This project is prototype to a restaurant order routing application which exposes an endpoint to create an order and place messages in multiple queues according to the kitchen area assigned to a specific item.
Author: Iarah Gonçalves de Almeida
- Microsoft Visual Studio Community 2022 v17.8
- C# and .NET 8.0
- Swagger/OpenAPI
- RabbitMQ
- xUnit
- Make sure you have a Visual Studio v17.8 or later, .NET 8 and a Docker installation ready on your setup
- Run this command in your terminal to setup the RabbitMQ:
docker run -d --hostname rmq --name rmq-server -p 8080:15672 -p 5672:5672 rabbitmq:3.12-management
- Open the PointOfSale.sln
- Set the src/Presentation as your Startup Project
- Run the app
- The
POST
order endpoint creates a new order and store it in an in-process list, simulating a database in a real project. - The
POST
order endpoint also sends a message to a specific queue in RabbitMQ, acting as a Producer. - There are Unit Tests for the Domain project and Integration tests for the Presentation project.
- The Kitchen Area is represented as a Value Object, trowing an UnsupportedKitchenArea exception when an area is not mapped.
- The OrderController will return a bad request status code for unsupported kitchen areas.
Some points to consider:
- The MessageQueue could be improved by using Exchanges, and the responsibility for routing should be configured on the Exchange instead of figuring out the correct queue in the MessageQueueService.
- Some sort of validation should be implemented and configured to return the correct HTTP code and meaningful errors.
- Since this is an Event Based architecture, a CQRS pattern would be a great addition to the project.
- Of course, a in-memory database would be a better option to show off the ORM and SQL skills.
- The idea is to have other services acting as consumers for the message queues, and the PointOfSale would probably act as a consumer later on to get the completed items and update the order status.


AIM OF THE TASK:
Go through the entries and copy every line that has the string "chart" in it.

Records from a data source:

##############################

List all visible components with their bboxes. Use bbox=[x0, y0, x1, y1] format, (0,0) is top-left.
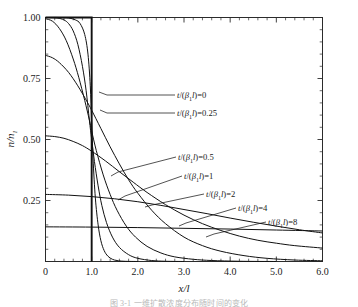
curve-label-0: t/(β1l)=0 bbox=[177, 90, 206, 102]
x-axis-title: x/l bbox=[178, 282, 190, 294]
y-tick-label: 0.75 bbox=[23, 73, 41, 84]
curve-label-6: t/(β1l)=8 bbox=[268, 217, 297, 229]
figure-caption: 图 3-1 一维扩散浓度分布随时间的变化 bbox=[0, 299, 358, 307]
curve-2 bbox=[46, 18, 185, 262]
x-tick-label: 4.0 bbox=[224, 266, 237, 277]
y-axis-tick-labels: 0.250.500.751.00 bbox=[23, 12, 41, 206]
x-tick-label: 3.0 bbox=[178, 266, 191, 277]
curve-annotations: t/(β1l)=0t/(β1l)=0.25t/(β1l)=0.5t/(β1l)=… bbox=[177, 90, 297, 229]
line-chart: 01.02.03.04.05.06.0 0.250.500.751.00 t/(… bbox=[0, 0, 358, 307]
leader-line-3 bbox=[118, 176, 182, 200]
curve-label-2: t/(β1l)=0.5 bbox=[178, 152, 214, 164]
curve-label-3: t/(β1l)=1 bbox=[184, 171, 213, 183]
figure-container: 01.02.03.04.05.06.0 0.250.500.751.00 t/(… bbox=[0, 0, 358, 307]
y-axis-title-group: n/n1 bbox=[4, 130, 18, 147]
x-axis-tick-labels: 01.02.03.04.05.06.0 bbox=[43, 266, 329, 277]
x-tick-label: 6.0 bbox=[316, 266, 329, 277]
y-tick-label: 0.50 bbox=[23, 134, 41, 145]
x-tick-label: 2.0 bbox=[132, 266, 145, 277]
curve-label-4: t/(β1l)=2 bbox=[206, 189, 235, 201]
x-tick-label: 1.0 bbox=[85, 266, 98, 277]
leader-line-0 bbox=[99, 92, 175, 95]
leader-line-4 bbox=[145, 194, 204, 207]
curve-label-5: t/(β1l)=4 bbox=[238, 203, 268, 215]
x-tick-label: 0 bbox=[43, 266, 48, 277]
leader-line-1 bbox=[100, 110, 175, 113]
curve-label-1: t/(β1l)=0.25 bbox=[177, 108, 217, 120]
y-tick-label: 1.00 bbox=[23, 12, 41, 23]
y-axis-title: n/n1 bbox=[4, 130, 18, 147]
x-tick-label: 5.0 bbox=[270, 266, 283, 277]
y-tick-label: 0.25 bbox=[23, 195, 41, 206]
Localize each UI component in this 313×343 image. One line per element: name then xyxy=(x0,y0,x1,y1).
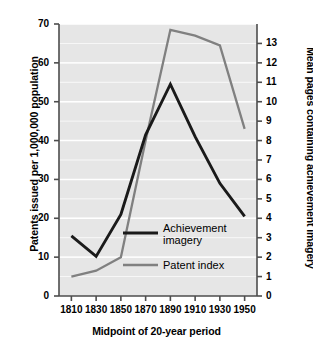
y-right-tick-1: 1 xyxy=(266,271,292,282)
legend-label-achievement-line2: imagery xyxy=(163,234,227,246)
y-left-tick-10: 10 xyxy=(23,251,49,262)
y-right-tick-12: 12 xyxy=(266,57,292,68)
y-left-tick-60: 60 xyxy=(23,57,49,68)
chart-figure: Achievement imagery Patent index Patents… xyxy=(0,0,313,343)
y-right-tick-2: 2 xyxy=(266,251,292,262)
legend-label-achievement-line1: Achievement xyxy=(163,222,227,234)
y-axis-right-title: Mean pages containing achievement imager… xyxy=(305,13,313,303)
y-right-tick-4: 4 xyxy=(266,212,292,223)
legend-label-patent: Patent index xyxy=(163,259,224,271)
y-left-tick-0: 0 xyxy=(23,290,49,301)
y-right-tick-6: 6 xyxy=(266,173,292,184)
y-right-tick-10: 10 xyxy=(266,96,292,107)
y-left-tick-20: 20 xyxy=(23,212,49,223)
y-right-tick-8: 8 xyxy=(266,135,292,146)
y-right-tick-0: 0 xyxy=(266,290,292,301)
x-tick-1950: 1950 xyxy=(228,304,262,315)
y-left-tick-70: 70 xyxy=(23,18,49,29)
y-right-tick-13: 13 xyxy=(266,37,292,48)
y-left-tick-40: 40 xyxy=(23,135,49,146)
x-axis-title: Midpoint of 20-year period xyxy=(0,325,313,337)
y-right-tick-9: 9 xyxy=(266,115,292,126)
legend-label-patent-line1: Patent index xyxy=(163,259,224,271)
y-left-tick-30: 30 xyxy=(23,173,49,184)
legend-label-achievement: Achievement imagery xyxy=(163,222,227,246)
y-right-tick-11: 11 xyxy=(266,76,292,87)
y-right-tick-7: 7 xyxy=(266,154,292,165)
y-right-tick-5: 5 xyxy=(266,193,292,204)
y-right-tick-3: 3 xyxy=(266,232,292,243)
y-left-tick-50: 50 xyxy=(23,96,49,107)
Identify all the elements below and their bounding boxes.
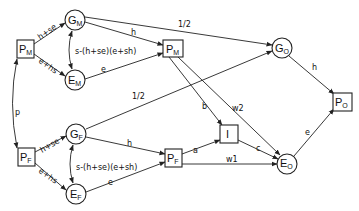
label-pmmid-i: b (202, 102, 207, 111)
label-i-eo: c (256, 144, 260, 153)
edge-eo-po (294, 109, 334, 156)
node-em: EM (65, 70, 85, 90)
label-gf-pfmid: h (127, 139, 132, 148)
edge-gm-em-corr (69, 31, 72, 69)
label-pfmid-i: a (193, 146, 198, 155)
edge-em-pmmid (85, 53, 163, 79)
edge-gf-ef-corr (70, 145, 73, 183)
node-go: GO (272, 38, 292, 58)
label-gf-ef-corr: s-(h+se)(e+sh) (76, 163, 137, 172)
node-pf-mid: PF (165, 149, 182, 167)
label-go-po: h (312, 63, 317, 72)
label-pm-gm: h+se (36, 22, 58, 41)
edge-pm-pf-corr (13, 59, 18, 148)
label-eo-po: e (305, 128, 310, 137)
label-em-pmmid: e (101, 65, 106, 74)
label-pm-em: e+hs (37, 56, 59, 75)
label-pfmid-eo: w1 (226, 155, 238, 164)
node-gf: GF (66, 124, 86, 144)
node-pm-left: PM (17, 40, 34, 58)
edge-gm-pmmid (85, 22, 163, 45)
svg-text:I: I (226, 128, 229, 140)
edge-gf-pfmid (86, 137, 165, 154)
label-ef-pfmid: e (108, 178, 113, 187)
edge-gf-go (86, 51, 272, 129)
edge-go-po (289, 56, 334, 94)
label-gf-go: 1/2 (132, 92, 145, 101)
node-i: I (220, 125, 238, 143)
label-gm-go: 1/2 (178, 20, 191, 29)
node-po: PO (333, 93, 352, 111)
node-pm-mid: PM (163, 40, 183, 57)
label-gm-pmmid: h (131, 28, 136, 37)
label-pf-gf: h+se (39, 136, 62, 154)
edge-pfmid-i (182, 140, 220, 154)
node-pf-left: PF (18, 148, 35, 166)
node-ef: EF (66, 184, 86, 204)
node-eo: EO (277, 154, 297, 174)
label-pmmid-eo: w2 (232, 104, 244, 113)
path-diagram: h+se e+hs s-(h+se)(e+sh) h e 1/2 p h+se … (0, 0, 359, 211)
node-gm: GM (65, 10, 85, 30)
label-pm-pf-corr: p (15, 108, 20, 117)
label-gm-em-corr: s-(h+se)(e+sh) (75, 47, 136, 56)
label-pf-ef: e+hs (37, 166, 59, 185)
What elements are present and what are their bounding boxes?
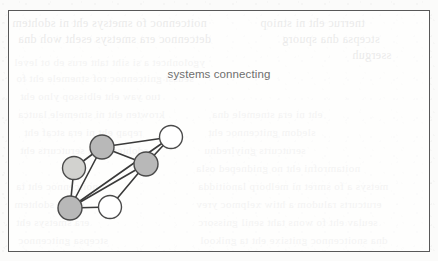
graph-node-e <box>58 196 82 220</box>
graph-node-a <box>90 135 114 159</box>
graph-node-d <box>134 152 158 176</box>
figure-frame: systems connecting <box>8 10 430 252</box>
graph-node-c <box>160 126 183 149</box>
graph-node-b <box>63 157 86 180</box>
network-graph <box>9 11 431 253</box>
graph-node-f <box>99 196 122 219</box>
scanned-page: noitcennoc fo smetsys eht ni sdohtemdetc… <box>0 0 438 261</box>
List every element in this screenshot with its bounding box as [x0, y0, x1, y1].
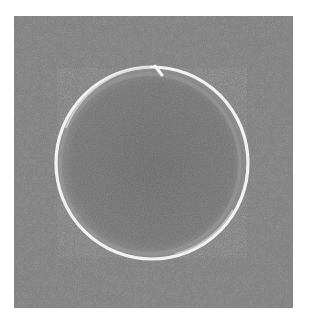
petri-dish-photo	[14, 16, 293, 308]
photo-background	[14, 16, 293, 308]
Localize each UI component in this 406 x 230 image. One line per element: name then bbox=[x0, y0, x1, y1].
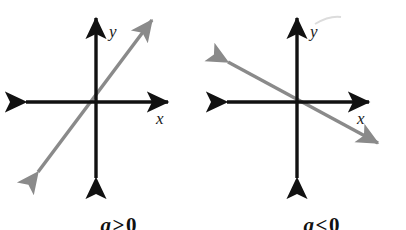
caption-value: 0 bbox=[329, 213, 340, 230]
caption-value: 0 bbox=[126, 213, 137, 230]
caption-relation: > bbox=[112, 213, 126, 230]
y-axis-label: y bbox=[107, 22, 117, 41]
caption-variable: a bbox=[101, 213, 112, 230]
scan-artifact-mark bbox=[315, 17, 341, 24]
x-axis-label: x bbox=[356, 109, 365, 128]
slope-sign-figure: y x a>0 y x bbox=[0, 0, 406, 230]
y-axis-label: y bbox=[308, 22, 318, 41]
x-axis-label: x bbox=[155, 109, 164, 128]
caption-negative-slope: a<0 bbox=[203, 188, 406, 230]
panel-positive-slope: y x a>0 bbox=[0, 0, 203, 230]
caption-positive-slope: a>0 bbox=[0, 188, 203, 230]
caption-relation: < bbox=[315, 213, 329, 230]
caption-variable: a bbox=[304, 213, 315, 230]
panel-negative-slope: y x a<0 bbox=[203, 0, 406, 230]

##############################

EXERCISE SOLUTION:
line-chart: 01.02.03.04.05.06.0 0.250.500.751.00 t/(… bbox=[0, 0, 358, 307]
chart-figure: Achievement imagery Patent index Patents… xyxy=(0,0,313,343)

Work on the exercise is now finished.